What I learned building an open-source kit that turns your AI coding assistant into a DevOps agent
Full disclosure: I work at CloudBees (product marketing). This is not an official CloudBees product. It's a side project I built on my own because I wanted to test a theory: what happens when your AI coding assistant can see your entire delivery stack, not just your code?
Short answer: the conversations change pretty dramatically.
I open-sourced a starter kit that connects Claude Code to CloudBees Unify via MCP and gives the agent 7 skills: pipeline overview, build triage, security scan, release readiness, feature flags, CI health, and Jira ticket filing. Each skill is just a markdown file describing a workflow. The agent reads it, calls the MCP tools, and returns a structured answer. Fork it, swap skills, add your own.
A few things I learned building it:
- The pattern matters more than the tools. MCP + markdown skills + a data plane that normalizes across CI systems — that's the interesting part. You could rewire this to other platforms.
- Read-only by default is non-negotiable. The kit ships with write access off. You have to explicitly opt in to let the agent change anything. A colleague flagged supply chain risks during review, so we also pinned every dependency to a specific version. If you're building something similar, do this from day one.
- Context across tools > context within one tool. When the agent can see across Jenkins, GitHub Actions, and your security scanner at the same time, it can answer questions no single dashboard can. Like "are we ready to release?" across 4 components on 3 different CI systems.
I built the entire demo environment (Jenkins pipelines, repos, dummy data, the kit itself) almost entirely through Claude Code. That was its own learning experience.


• Assignment
Each entry needs to appear again, retyped exactly as it is below.

• Records
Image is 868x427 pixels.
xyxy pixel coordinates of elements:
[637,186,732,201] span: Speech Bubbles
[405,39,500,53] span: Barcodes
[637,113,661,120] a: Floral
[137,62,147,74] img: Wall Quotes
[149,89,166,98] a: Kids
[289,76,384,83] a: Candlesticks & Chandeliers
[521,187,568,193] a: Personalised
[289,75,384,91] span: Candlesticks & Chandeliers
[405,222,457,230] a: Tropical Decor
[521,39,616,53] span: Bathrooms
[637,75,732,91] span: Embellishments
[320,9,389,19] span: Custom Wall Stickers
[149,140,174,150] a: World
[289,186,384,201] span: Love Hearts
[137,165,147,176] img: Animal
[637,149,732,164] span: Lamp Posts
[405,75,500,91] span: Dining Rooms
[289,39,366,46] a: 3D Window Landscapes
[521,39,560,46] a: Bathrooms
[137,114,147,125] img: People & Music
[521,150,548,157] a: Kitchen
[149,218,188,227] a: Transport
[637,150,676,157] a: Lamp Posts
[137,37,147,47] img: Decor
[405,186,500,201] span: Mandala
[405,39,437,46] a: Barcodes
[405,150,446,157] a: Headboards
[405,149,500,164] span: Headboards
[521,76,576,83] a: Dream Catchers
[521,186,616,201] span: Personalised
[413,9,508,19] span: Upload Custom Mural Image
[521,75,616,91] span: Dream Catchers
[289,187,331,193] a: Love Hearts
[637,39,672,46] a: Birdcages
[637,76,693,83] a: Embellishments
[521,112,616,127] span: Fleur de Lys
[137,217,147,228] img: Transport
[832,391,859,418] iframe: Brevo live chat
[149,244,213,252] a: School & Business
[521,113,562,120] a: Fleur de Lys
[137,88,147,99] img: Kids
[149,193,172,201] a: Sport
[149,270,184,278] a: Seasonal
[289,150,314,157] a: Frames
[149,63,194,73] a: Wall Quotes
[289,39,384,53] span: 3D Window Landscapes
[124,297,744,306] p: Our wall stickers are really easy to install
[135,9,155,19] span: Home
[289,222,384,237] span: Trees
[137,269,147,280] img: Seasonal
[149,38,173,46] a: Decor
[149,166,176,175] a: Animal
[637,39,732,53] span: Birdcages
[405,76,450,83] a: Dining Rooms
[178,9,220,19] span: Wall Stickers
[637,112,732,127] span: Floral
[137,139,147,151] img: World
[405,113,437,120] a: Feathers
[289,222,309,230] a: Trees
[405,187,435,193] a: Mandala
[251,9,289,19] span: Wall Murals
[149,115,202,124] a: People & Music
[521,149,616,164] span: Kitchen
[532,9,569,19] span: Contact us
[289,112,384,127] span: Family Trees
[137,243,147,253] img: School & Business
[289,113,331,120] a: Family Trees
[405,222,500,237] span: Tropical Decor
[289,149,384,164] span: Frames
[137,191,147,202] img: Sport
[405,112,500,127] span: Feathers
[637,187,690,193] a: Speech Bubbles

• Answer section
Image is 868x427 pixels.
xyxy pixel coordinates of elements:
[637,186,732,201] span: Speech Bubbles
[405,39,500,53] span: Barcodes
[637,113,661,120] a: Floral
[137,62,147,74] img: Wall Quotes
[149,89,166,98] a: Kids
[289,76,384,83] a: Candlesticks & Chandeliers
[521,187,568,193] a: Personalised
[289,75,384,91] span: Candlesticks & Chandeliers
[405,222,457,230] a: Tropical Decor
[521,39,616,53] span: Bathrooms
[637,75,732,91] span: Embellishments
[320,9,389,19] span: Custom Wall Stickers
[149,140,174,150] a: World
[289,186,384,201] span: Love Hearts
[137,165,147,176] img: Animal
[637,149,732,164] span: Lamp Posts
[405,75,500,91] span: Dining Rooms
[289,39,366,46] a: 3D Window Landscapes
[521,39,560,46] a: Bathrooms
[137,114,147,125] img: People & Music
[521,150,548,157] a: Kitchen
[149,218,188,227] a: Transport
[637,150,676,157] a: Lamp Posts
[137,37,147,47] img: Decor
[405,186,500,201] span: Mandala
[405,39,437,46] a: Barcodes
[405,150,446,157] a: Headboards
[405,149,500,164] span: Headboards
[521,76,576,83] a: Dream Catchers
[521,186,616,201] span: Personalised
[413,9,508,19] span: Upload Custom Mural Image
[521,75,616,91] span: Dream Catchers
[289,187,331,193] a: Love Hearts
[637,39,672,46] a: Birdcages
[637,76,693,83] a: Embellishments
[521,112,616,127] span: Fleur de Lys
[137,217,147,228] img: Transport
[832,391,859,418] iframe: Brevo live chat
[149,244,213,252] a: School & Business
[521,113,562,120] a: Fleur de Lys
[137,88,147,99] img: Kids
[149,193,172,201] a: Sport
[149,270,184,278] a: Seasonal
[289,150,314,157] a: Frames
[149,63,194,73] a: Wall Quotes
[289,39,384,53] span: 3D Window Landscapes
[124,297,744,306] p: Our wall stickers are really easy to install
[135,9,155,19] span: Home
[289,222,384,237] span: Trees
[137,269,147,280] img: Seasonal
[149,38,173,46] a: Decor
[149,166,176,175] a: Animal
[637,39,732,53] span: Birdcages
[405,76,450,83] a: Dining Rooms
[178,9,220,19] span: Wall Stickers
[637,112,732,127] span: Floral
[137,139,147,151] img: World
[405,113,437,120] a: Feathers
[289,222,309,230] a: Trees
[405,187,435,193] a: Mandala
[251,9,289,19] span: Wall Murals
[149,115,202,124] a: People & Music
[521,149,616,164] span: Kitchen
[532,9,569,19] span: Contact us
[289,112,384,127] span: Family Trees
[137,243,147,253] img: School & Business
[289,113,331,120] a: Family Trees
[405,222,500,237] span: Tropical Decor
[289,149,384,164] span: Frames
[137,191,147,202] img: Sport
[405,112,500,127] span: Feathers
[637,187,690,193] a: Speech Bubbles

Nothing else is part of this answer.